Tuesday, February 19, 2008

Thoughts on "Diving Into the Wreck"

I enjoyed reading the poem diving into the wreck. We read it a few of days ago, but I have the urge to write about it now.

This poem was really interesting because it really spoke a lot about how Adrienne Rich feels about the history of women and how they have acted, all hidden in quite a descriptive metaphor. She talks about diving into a shipwreck and that idea of descending into the depths, into what once was...like back into a historic time (perhaps in terms of women). In my interpretation I see her describing the ship as if it were some long lost women, or just women of the past in general. She adds lines like, "Who downed face sleeps with open eyes/whose breasts still bear the stress/whose silver, copper, vermeil cargo lies...half wedged and left to rot" (55). In these lines she discusses the ship literally but i feel she is discussing women metaphorically. The way women have been suppressed for decades and still "bear the stress" of their histories and lives. Rich mentions the ship's cargo of silver and copper which has been left at the bottom of the ocean to rot. Like all those women spending their lives doting on their career minded husbands and households, their smart minds and goals (the silver and copper) left to "rot". I know she is talking about women in general when she uses the word "we" in her next line, "we are the half-destroyed instruments/ that once held to a course". We as in women are half-destroyed?? Perhaps with our "wasted" histories of male dominance, we once held to the course of success but then veered off into the wrong direction where we are anomalously and "our names do not appear." Rich is very concerned about the way women have been given credit for their accomplishments in history (or their lack of effort because of suppression...). Her poem illustrates a bit of that within the writing.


| Task description |
In the data below, locate each line with the word "gridline" and list it.

| Data to process |

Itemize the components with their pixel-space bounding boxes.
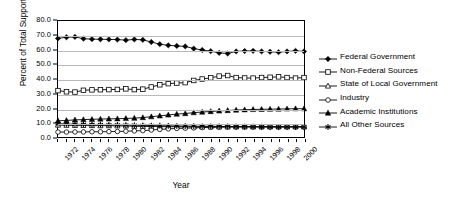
- x-axis-tick-mark: [279, 139, 280, 142]
- x-axis-tick-mark: [262, 139, 263, 142]
- chart-legend: Federal GovernmentNon-Federal SourcesSta…: [318, 50, 452, 132]
- x-axis-tick-mark: [177, 139, 178, 142]
- x-axis-tick-mark: [143, 139, 144, 142]
- x-axis-tick-label: 1992: [234, 145, 250, 161]
- gridline: [58, 95, 304, 96]
- y-axis-tick-label: 70.0: [36, 31, 51, 38]
- x-axis-labels: 1972197419761978198019821984198619881990…: [57, 139, 305, 179]
- legend-label: Academic Institutions: [338, 107, 418, 116]
- legend-label: Federal Government: [338, 52, 415, 61]
- x-axis-tick-label: 1998: [286, 145, 302, 161]
- filled-diamond-icon: [318, 51, 338, 63]
- x-axis-tick-mark: [219, 139, 220, 142]
- gridline: [58, 65, 304, 66]
- x-axis-tick-mark: [83, 139, 84, 142]
- y-axis-tick-label: 30.0: [36, 90, 51, 97]
- x-axis-tick-mark: [305, 139, 306, 142]
- x-axis-tick-label: 1986: [183, 145, 199, 161]
- open-triangle-icon: [318, 78, 338, 90]
- x-axis-tick-mark: [117, 139, 118, 142]
- y-axis-tick-label: 50.0: [36, 61, 51, 68]
- x-axis-tick-mark: [245, 139, 246, 142]
- legend-label: State of Local Government: [338, 79, 438, 88]
- x-axis-tick-mark: [91, 139, 92, 142]
- x-axis-tick-label: 1976: [97, 145, 113, 161]
- x-axis-tick-label: 1982: [149, 145, 165, 161]
- legend-item[interactable]: Academic Institutions: [318, 104, 452, 118]
- y-axis-tick-label: 20.0: [36, 105, 51, 112]
- x-axis-tick-label: 1974: [80, 145, 96, 161]
- filled-triangle-icon: [318, 105, 338, 117]
- x-axis-tick-mark: [134, 139, 135, 142]
- x-axis-tick-label: 2000: [303, 145, 319, 161]
- x-axis-tick-mark: [228, 139, 229, 142]
- x-axis-tick-mark: [211, 139, 212, 142]
- series-0: [55, 34, 306, 56]
- y-axis-tick-label: 40.0: [36, 75, 51, 82]
- legend-item[interactable]: Non-Federal Sources: [318, 64, 452, 78]
- x-axis-tick-mark: [202, 139, 203, 142]
- x-axis-tick-label: 1994: [251, 145, 267, 161]
- legend-item[interactable]: Federal Government: [318, 50, 452, 64]
- y-axis-labels: 0.010.020.030.040.050.060.070.080.0: [0, 20, 55, 138]
- gridline: [58, 124, 304, 125]
- legend-label: Non-Federal Sources: [338, 66, 418, 75]
- x-axis-tick-mark: [74, 139, 75, 142]
- gridline: [58, 51, 304, 52]
- x-axis-tick-mark: [185, 139, 186, 142]
- x-axis-tick-mark: [288, 139, 289, 142]
- x-axis-tick-mark: [151, 139, 152, 142]
- x-axis-tick-mark: [168, 139, 169, 142]
- y-axis-tick-label: 0.0: [40, 134, 51, 141]
- x-axis-tick-mark: [194, 139, 195, 142]
- open-circle-icon: [318, 92, 338, 104]
- y-axis-tick-label: 60.0: [36, 46, 51, 53]
- x-axis-tick-label: 1990: [217, 145, 233, 161]
- x-axis-tick-mark: [160, 139, 161, 142]
- legend-item[interactable]: State of Local Government: [318, 77, 452, 91]
- gridline: [58, 36, 304, 37]
- x-axis-tick-mark: [237, 139, 238, 142]
- x-axis-tick-label: 1996: [269, 145, 285, 161]
- x-axis-tick-label: 1980: [132, 145, 148, 161]
- legend-item[interactable]: All Other Sources: [318, 118, 452, 132]
- x-axis-tick-label: 1984: [166, 145, 182, 161]
- gridline: [58, 80, 304, 81]
- legend-label: Industry: [338, 93, 369, 102]
- asterisk-icon: [318, 119, 338, 131]
- x-axis-tick-label: 1972: [63, 145, 79, 161]
- x-axis-tick-mark: [108, 139, 109, 142]
- x-axis-tick-mark: [57, 139, 58, 142]
- plot-area: [57, 20, 305, 138]
- y-axis-tick-label: 10.0: [36, 120, 51, 127]
- x-axis-tick-mark: [66, 139, 67, 142]
- open-square-icon: [318, 64, 338, 76]
- x-axis-tick-mark: [254, 139, 255, 142]
- x-axis-tick-mark: [271, 139, 272, 142]
- x-axis-tick-mark: [125, 139, 126, 142]
- series-4: [55, 106, 306, 123]
- legend-item[interactable]: Industry: [318, 91, 452, 105]
- series-layer: [58, 21, 304, 137]
- series-1: [56, 73, 307, 94]
- legend-label: All Other Sources: [338, 120, 404, 129]
- x-axis-tick-mark: [296, 139, 297, 142]
- gridline: [58, 110, 304, 111]
- x-axis-tick-label: 1988: [200, 145, 216, 161]
- x-axis-tick-label: 1978: [115, 145, 131, 161]
- y-axis-tick-label: 80.0: [36, 16, 51, 23]
- x-axis-title: Year: [57, 181, 305, 190]
- chart-container: Percent of Total Support 0.010.020.030.0…: [0, 0, 453, 207]
- x-axis-tick-mark: [100, 139, 101, 142]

| Output |
- gridline: [58, 95, 304, 96]
- gridline: [58, 65, 304, 66]
- gridline: [58, 124, 304, 125]
- gridline: [58, 51, 304, 52]
- gridline: [58, 36, 304, 37]
- gridline: [58, 80, 304, 81]
- gridline: [58, 110, 304, 111]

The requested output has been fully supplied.